About Gringo Nordic
Gringo Nordic Coffee Roasters is Swedish specialty coffee roastery. It was founded in 2018 by Johan Ekfeld who co-founded Johan & Nyström in 2004.
After selling the company (Johan & Nyström) and 4 years in the wilderness, I am back where I belong. I have truly missed roasting coffee. I love turning on the roasting machine in the morning, smelling the coffee all day long och work directly with the farmers. It has been a journey getting back to the first love of coffee, and I am thankful that I am in many ways back where I started, a true love for coffee and the industry with all the passionate people.
Can you please introduce your roastery in a few short sentences?
We are Gringo Nordic, a curious little coffee roasting company in Gothenburg, Sweden. Established in May 2018. We source 100 % fully transparent speciality coffees from single farms, estates and cooperatives. We slow roast our coffee in small batches on a Loring 35 kilo. We focus on drink-friendly pleasurable coffees with a distinct personality.
What is the story behind your name and logo?
Johan, the main owner of the company, owns a coffee farm in Cauca Colombia, where the workers, and his part owner, simply calls him Gringo. So the name derives from that simple fact. For the logo we just wanted a clean simple style, to contrast the strong name (that has a lot of connotations for a lot of people).
What is the hardest part about being a roastery?
To make it work financially.
What is the one thing people still don’t get about coffee?
That coffee is not supposed to be bitter (read dark roasted) and is actually a fruit and should be considered as such.
Which one thing do you wish you’d done differently since starting a roasting business?
I have roasted coffee for a very long time, more than 20 years, so the biggest mistakes I left at my old company - Johan & Nyström - and try to learn from those mistakes (there I did a lot).
Is there a person in the industry people should know about?
Mario, who is our exporter in Huila Colombia. He helps out so much with the farmers he works with and the coffee he manages to export are just phenomenal.
What’s been your biggest failure?
I have done some serious failures in the tea-department and learnt that one should do what one understands. In my case I have learnt that I do not understand at all what goes on in the tea-world.
What are you most proud of?
That I, after almost 25 years of roasting, still love turning on the roasting machine in the morning, smelling the beans, make that first cup of coffee. There's a love for coffee that never ceases, which makes me proud, but mostly happy.
How will the specialty coffee market look like in 2025?
I have no idea, I am here and now, I never look that far ahead.
Tell us little bit about “The Cup” - best cup of coffee you’ve ever tasted?
Of course I have had a lot of great cups of coffee also at the cupping table, I cup every day, and it would be easy to say that this or that Geisha blew my mind. But usually the coffee you get in Yirgacheffe after a day on the road, tastes magically. Or the coffee I brew out in nature after a few hours of hiking. So maybe I just answer, I do not know, I have had too many.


EXERCISE: Restate exactly the lines that run from the start of the records below to the line containing "Image is 868x430 pixels.", counting both ends, and nothing else; pictures stay out.

DATA TO EXAMINE:

********************

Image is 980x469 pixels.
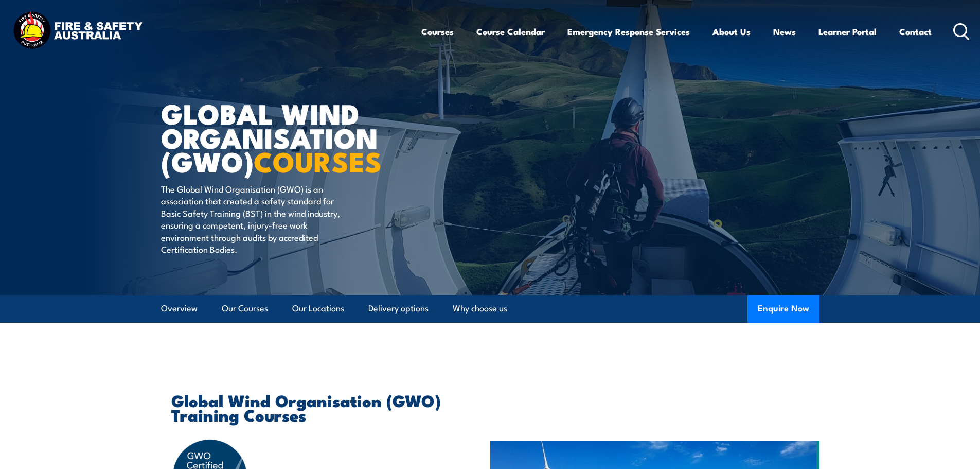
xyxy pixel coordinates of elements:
a: Emergency Response Services [567,18,689,45]
a: Course Calendar [476,18,545,45]
a: About Us [712,18,750,45]
strong: COURSES [254,139,381,182]
button: Enquire Now [747,295,820,323]
h1: Global Wind Organisation (GWO) [161,101,415,173]
h2: Global Wind Organisation (GWO) Training Courses [171,393,443,422]
a: Delivery options [368,295,428,322]
a: News [773,18,795,45]
a: Learner Portal [818,18,877,45]
a: Our Locations [292,295,344,322]
p: The Global Wind Organisation (GWO) is an association that created a safety standard for Basic Saf... [161,182,349,255]
a: Contact [899,18,931,45]
a: Overview [161,295,197,322]
a: Courses [422,18,453,45]
a: Our Courses [222,295,268,322]
a: Why choose us [453,295,507,322]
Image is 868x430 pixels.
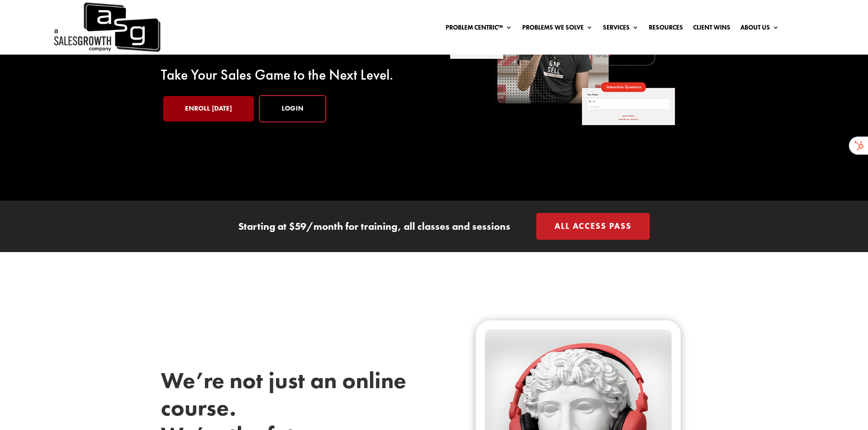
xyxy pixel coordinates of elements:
[693,24,731,34] a: Client Wins
[536,213,650,240] a: All Access Pass
[603,24,639,34] a: Services
[259,95,326,122] a: Login
[445,24,512,34] a: Problem Centric™
[161,70,419,81] p: Take Your Sales Game to the Next Level.
[163,96,254,122] a: Enroll [DATE]
[649,24,683,34] a: Resources
[740,24,779,34] a: About Us
[522,24,593,34] a: Problems We Solve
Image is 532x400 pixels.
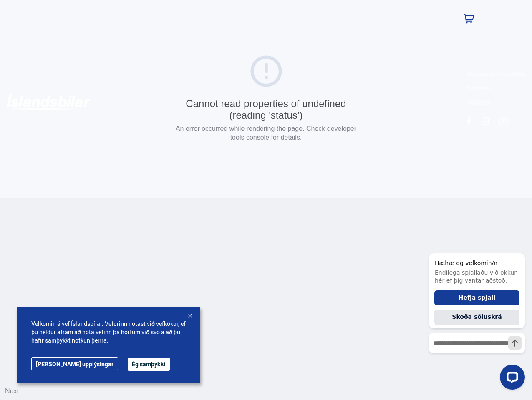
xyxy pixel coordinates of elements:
a: Skilmalar [467,84,492,92]
button: Ég samþykki [128,358,170,371]
a: Söluskrá [467,98,490,106]
a: [PERSON_NAME] upplýsingar [31,357,118,370]
div: Cannot read properties of undefined (reading 'status') [172,98,360,121]
span: Velkomin á vef Íslandsbílar. Vefurinn notast við vefkökur, ef þú heldur áfram að nota vefinn þá h... [31,319,186,345]
a: Persónuverndarstefna [467,70,525,78]
a: Nuxt [5,387,19,395]
p: An error occurred while rendering the page. Check developer tools console for details. [172,124,360,142]
iframe: LiveChat chat widget [422,238,529,397]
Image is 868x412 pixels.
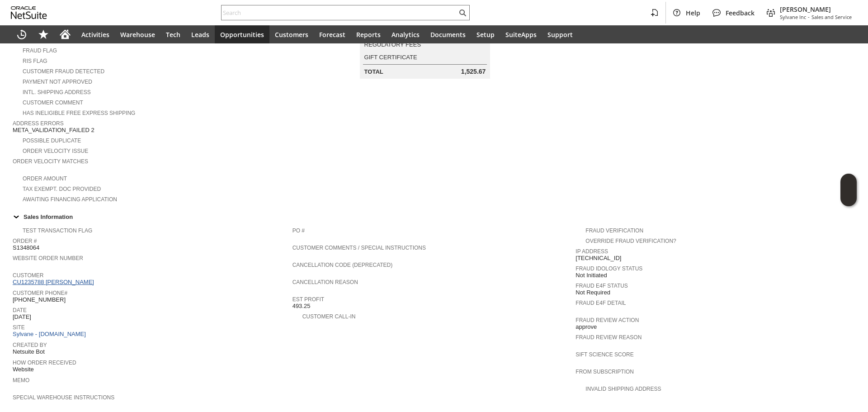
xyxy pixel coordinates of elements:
a: Tax Exempt. Doc Provided [22,186,101,192]
a: Date [13,307,27,313]
input: Search [221,7,457,18]
span: 1,525.67 [461,68,486,76]
a: Test Transaction Flag [22,227,92,234]
a: Documents [425,25,471,43]
a: Customer [13,272,43,278]
a: Customer Comments / Special Instructions [292,245,426,251]
a: PO # [292,227,305,234]
svg: Home [60,29,70,40]
a: Order # [13,238,37,245]
span: Feedback [726,8,754,17]
span: [TECHNICAL_ID] [576,254,621,262]
a: Warehouse [115,25,161,43]
a: IP Address [576,248,608,254]
a: Forecast [314,25,351,43]
a: Website Order Number [13,255,83,262]
span: Activities [81,31,109,39]
a: Site [13,325,25,330]
span: Website [13,366,34,373]
a: Customer Comment [22,99,83,105]
span: Not Required [576,289,610,296]
span: [PHONE_NUMBER] [13,296,66,304]
span: Reports [356,31,381,39]
a: Order Velocity Issue [22,148,88,154]
span: - [808,13,810,20]
span: Leads [191,31,209,39]
a: Fraud Review Action [576,317,638,323]
a: Has Ineligible Free Express Shipping [22,110,135,116]
a: Gift Certificate [364,54,417,61]
a: SuiteApps [500,25,542,43]
span: Warehouse [120,31,155,39]
a: Customer Fraud Detected [22,68,105,75]
a: Reports [351,25,386,43]
svg: Search [457,7,468,18]
span: [DATE] [13,313,31,321]
span: [PERSON_NAME] [780,5,852,13]
a: How Order Received [13,360,76,366]
a: CU1235788 [PERSON_NAME] [13,278,96,286]
a: Tech [161,25,186,43]
span: Tech [166,31,180,39]
span: Documents [431,31,466,39]
a: Customers [269,25,314,43]
a: Activities [76,25,115,43]
a: RIS flag [22,58,47,64]
span: Not Initiated [576,271,606,279]
a: Leads [186,25,215,43]
span: Forecast [319,31,345,39]
a: Fraud Idology Status [576,265,642,271]
a: Override Fraud Verification? [585,238,676,245]
a: From Subscription [576,369,634,375]
a: Setup [471,25,500,43]
span: approve [576,323,597,330]
svg: Recent Records [16,29,27,40]
svg: logo [11,6,47,19]
span: Setup [476,31,495,39]
a: Memo [13,377,29,384]
span: Sylvane Inc [780,13,806,20]
a: Special Warehouse Instructions [13,394,114,401]
a: Total [364,68,384,75]
iframe: Click here to launch Oracle Guided Learning Help Panel [840,173,857,206]
a: Customer Phone# [13,290,67,296]
a: Recent Records [11,25,33,43]
a: Address Errors [13,120,64,126]
a: Payment not approved [22,79,92,85]
span: S1348064 [13,245,40,251]
a: Sylvane - [DOMAIN_NAME] [13,330,88,337]
a: Regulatory Fees [364,41,421,48]
span: Analytics [392,31,419,39]
a: Fraud Flag [22,47,57,54]
div: Sales Information [9,211,855,223]
a: Fraud E4F Status [576,283,628,289]
a: Order Amount [22,176,67,182]
a: Support [542,25,578,43]
a: Home [55,25,76,43]
a: Sift Science Score [576,351,633,357]
span: 493.25 [292,303,310,310]
span: Help [686,8,701,17]
a: Order Velocity Matches [13,159,88,165]
a: Cancellation Reason [292,279,358,286]
a: Analytics [386,25,425,43]
svg: Shortcuts [38,29,49,40]
span: Oracle Guided Learning Widget. To move around, please hold and drag [840,191,857,206]
span: Support [547,31,573,39]
span: Customers [275,31,308,39]
a: Est Profit [292,296,324,303]
a: Awaiting Financing Application [22,196,117,203]
span: Opportunities [220,31,264,39]
a: Cancellation Code (deprecated) [292,262,393,268]
a: Fraud Verification [585,227,643,234]
a: Invalid Shipping Address [585,386,661,392]
a: Opportunities [215,25,269,43]
div: Shortcuts [33,25,55,43]
span: META_VALIDATION_FAILED 2 [13,126,94,134]
a: Possible Duplicate [22,138,81,144]
span: Netsuite Bot [13,348,45,355]
a: Created By [13,342,47,348]
a: Fraud Review Reason [576,334,641,340]
span: Sales and Service [811,13,852,20]
a: Fraud E4F Detail [576,300,626,306]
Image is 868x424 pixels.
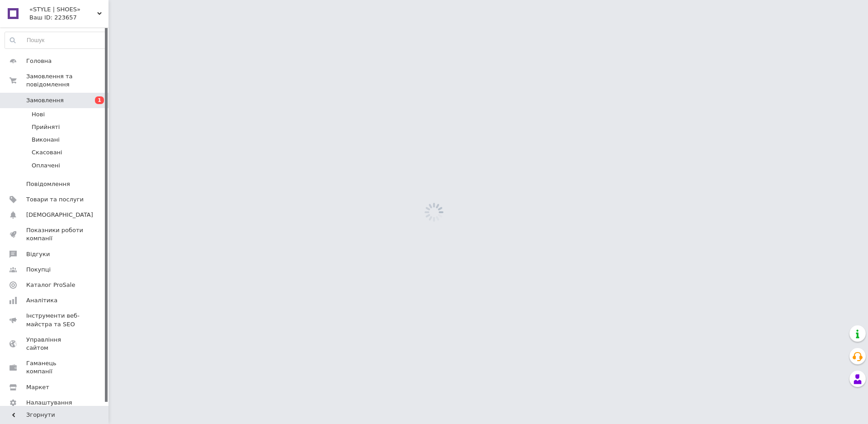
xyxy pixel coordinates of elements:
[26,312,84,328] span: Інструменти веб-майстра та SEO
[26,266,51,274] span: Покупці
[26,96,64,105] span: Замовлення
[32,136,59,144] span: Виконані
[26,180,70,188] span: Повідомлення
[26,72,109,89] span: Замовлення та повідомлення
[26,399,72,407] span: Налаштування
[26,359,84,375] span: Гаманець компанії
[26,383,49,392] span: Маркет
[95,96,104,104] span: 1
[26,297,58,305] span: Аналітика
[26,211,93,219] span: [DEMOGRAPHIC_DATA]
[26,227,84,243] span: Показники роботи компанії
[29,14,109,22] div: Ваш ID: 223657
[26,336,84,352] span: Управління сайтом
[26,57,52,66] span: Головна
[32,110,45,119] span: Нові
[32,149,62,156] span: Скасовані
[26,281,75,289] span: Каталог ProSale
[29,5,97,14] span: «STYLE | SHOES»
[32,162,60,170] span: Оплачені
[26,196,84,204] span: Товари та послуги
[26,251,50,258] span: Відгуки
[5,32,106,49] input: Пошук
[32,123,59,131] span: Прийняті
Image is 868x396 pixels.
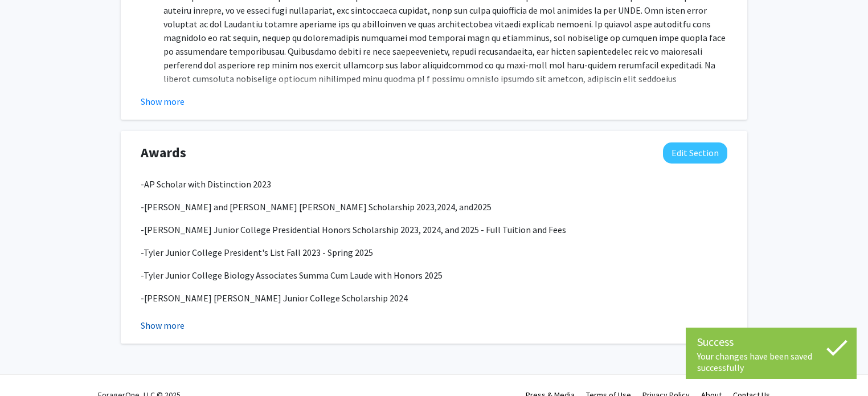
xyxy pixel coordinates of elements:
button: Show more [140,319,184,332]
span: -[PERSON_NAME] and [PERSON_NAME] [PERSON_NAME] Scholarship 2023, [140,201,437,213]
span: -[PERSON_NAME] [PERSON_NAME] Junior College Scholarship 2024 [140,292,408,304]
iframe: Chat [8,345,48,388]
span: Awards [140,142,186,163]
button: Show more [140,95,184,108]
span: -Tyler Junior College President's List Fall 2023 - Spring 2025 [140,247,373,258]
div: Your changes have been saved successfully [697,351,845,373]
span: -[PERSON_NAME] Junior College Presidential Honors Scholarship 2023, 2024, and 2025 - Full Tuition... [140,224,566,235]
span: 2025 [473,201,491,213]
span: -Tyler Junior College Biology Associates Summa Cum Laude with Honors 2025 [140,270,443,281]
p: -AP Scholar with Distinction 2023 [140,177,727,191]
div: Success [697,333,845,351]
span: 2024, and [437,201,473,213]
button: Edit Awards [663,142,727,164]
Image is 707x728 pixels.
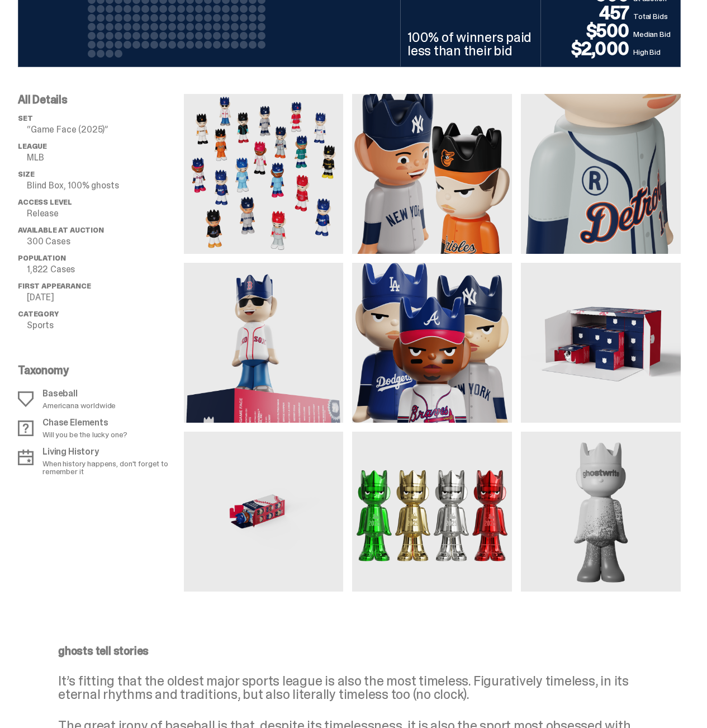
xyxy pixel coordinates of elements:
[407,30,534,58] p: 100% of winners paid less than their bid
[18,197,72,207] span: Access Level
[58,674,641,702] p: It’s fitting that the oldest major sports league is also the most timeless. Figuratively timeless...
[18,364,177,376] p: Taxonomy
[184,263,344,423] img: media gallery image
[634,29,673,40] p: Median Bid
[521,432,681,592] img: media gallery image
[42,448,177,456] p: Living History
[18,141,47,151] span: League
[184,432,344,592] img: media gallery image
[18,169,34,179] span: Size
[18,309,58,319] span: Category
[548,4,634,22] p: 457
[352,432,512,592] img: media gallery image
[58,646,641,657] p: ghosts tell stories
[521,94,681,254] img: media gallery image
[27,125,184,134] p: “Game Face (2025)”
[18,253,66,263] span: Population
[27,153,184,162] p: MLB
[18,281,90,291] span: First Appearance
[352,263,512,423] img: media gallery image
[634,10,673,22] p: Total Bids
[184,94,344,254] img: media gallery image
[27,237,184,246] p: 300 Cases
[42,419,127,428] p: Chase Elements
[18,113,33,123] span: set
[42,431,127,439] p: Will you be the lucky one?
[352,94,512,254] img: media gallery image
[548,40,634,58] p: $2,000
[548,22,634,40] p: $500
[27,321,184,330] p: Sports
[42,402,116,409] p: Americana worldwide
[521,263,681,423] img: media gallery image
[27,209,184,218] p: Release
[27,265,184,274] p: 1,822 Cases
[634,46,673,58] p: High Bid
[27,181,184,190] p: Blind Box, 100% ghosts
[42,459,177,475] p: When history happens, don't forget to remember it
[27,293,184,302] p: [DATE]
[18,94,184,105] p: All Details
[18,225,104,235] span: Available at Auction
[42,389,116,398] p: Baseball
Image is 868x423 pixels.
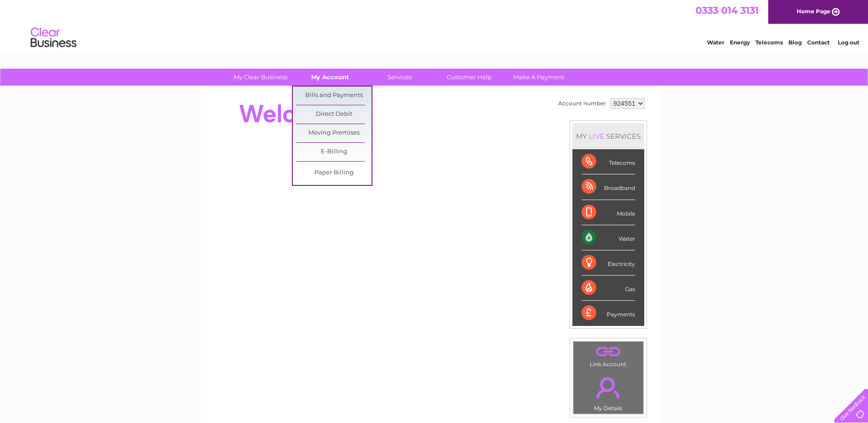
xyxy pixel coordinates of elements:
[573,369,644,414] td: My Details
[581,174,635,200] div: Broadband
[575,372,641,404] a: .
[296,164,371,182] a: Paper Billing
[223,68,298,85] a: My Clear Business
[581,251,635,275] div: Electricity
[587,132,606,140] div: LIVE
[707,39,724,46] a: Water
[755,39,783,46] a: Telecoms
[296,87,371,105] a: Bills and Payments
[30,24,77,51] img: logo.png
[362,68,437,85] a: Services
[431,68,507,85] a: Customer Help
[296,124,371,142] a: Moving Premises
[729,39,750,46] a: Energy
[575,344,641,359] a: .
[573,341,644,370] td: Link Account
[788,39,801,46] a: Blog
[581,301,635,326] div: Payments
[581,275,635,301] div: Gas
[696,5,759,16] a: 0333 014 3131
[218,5,651,44] div: Clear Business is a trading name of Verastar Limited (registered in [GEOGRAPHIC_DATA] No. 3667643...
[296,105,371,123] a: Direct Debit
[501,68,576,85] a: Make A Payment
[807,39,829,46] a: Contact
[556,96,608,111] td: Account number
[581,225,635,251] div: Water
[296,143,371,161] a: E-Billing
[292,68,368,85] a: My Account
[572,123,644,149] div: MY SERVICES
[581,149,635,174] div: Telecoms
[838,39,859,46] a: Log out
[581,200,635,225] div: Mobile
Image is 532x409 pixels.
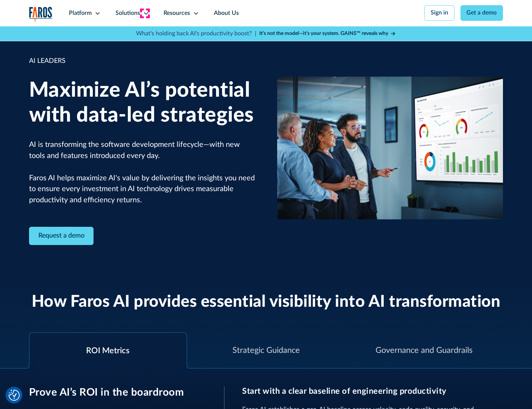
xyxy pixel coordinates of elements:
[32,293,500,312] h2: How Faros AI provides essential visibility into AI transformation
[29,227,94,245] a: Contact Modal
[29,140,255,206] p: AI is transforming the software development lifecycle—with new tools and features introduced ever...
[259,30,396,38] a: It’s not the model—it’s your system. GAINS™ reveals why
[9,390,20,401] img: Revisit consent button
[164,9,190,18] div: Resources
[424,5,455,21] a: Sign in
[29,386,206,399] h3: Prove AI’s ROI in the boardroom
[29,56,255,66] div: AI LEADERS
[115,9,140,18] div: Solutions
[136,29,256,38] p: What's holding back AI's productivity boost? |
[375,344,472,357] div: Governance and Guardrails
[29,7,53,22] a: home
[259,31,388,36] strong: It’s not the model—it’s your system. GAINS™ reveals why
[460,5,503,21] a: Get a demo
[242,386,503,396] h3: Start with a clear baseline of engineering productivity
[86,345,129,357] div: ROI Metrics
[29,7,53,22] img: Logo of the analytics and reporting company Faros.
[29,78,255,128] h1: Maximize AI’s potential with data-led strategies
[232,344,300,357] div: Strategic Guidance
[69,9,92,18] div: Platform
[9,390,20,401] button: Cookie Settings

********************

COMPLETED TASK:
Image is 980x469 pixels.
xyxy pixel coordinates of elements:
a: Emergency Response Services [567,18,689,45]
a: Course Calendar [476,18,545,45]
a: About Us [712,18,750,45]
strong: COURSES [254,139,381,182]
button: Enquire Now [747,295,820,323]
h1: Global Wind Organisation (GWO) [161,101,415,173]
h2: Global Wind Organisation (GWO) Training Courses [171,393,443,422]
a: Delivery options [368,295,428,322]
a: News [773,18,795,45]
a: Learner Portal [818,18,877,45]
a: Our Locations [292,295,344,322]
p: The Global Wind Organisation (GWO) is an association that created a safety standard for Basic Saf... [161,182,349,255]
a: Contact [899,18,931,45]
a: Overview [161,295,197,322]
a: Courses [422,18,453,45]
a: Our Courses [222,295,268,322]
a: Why choose us [453,295,507,322]
Image is 868x430 pixels.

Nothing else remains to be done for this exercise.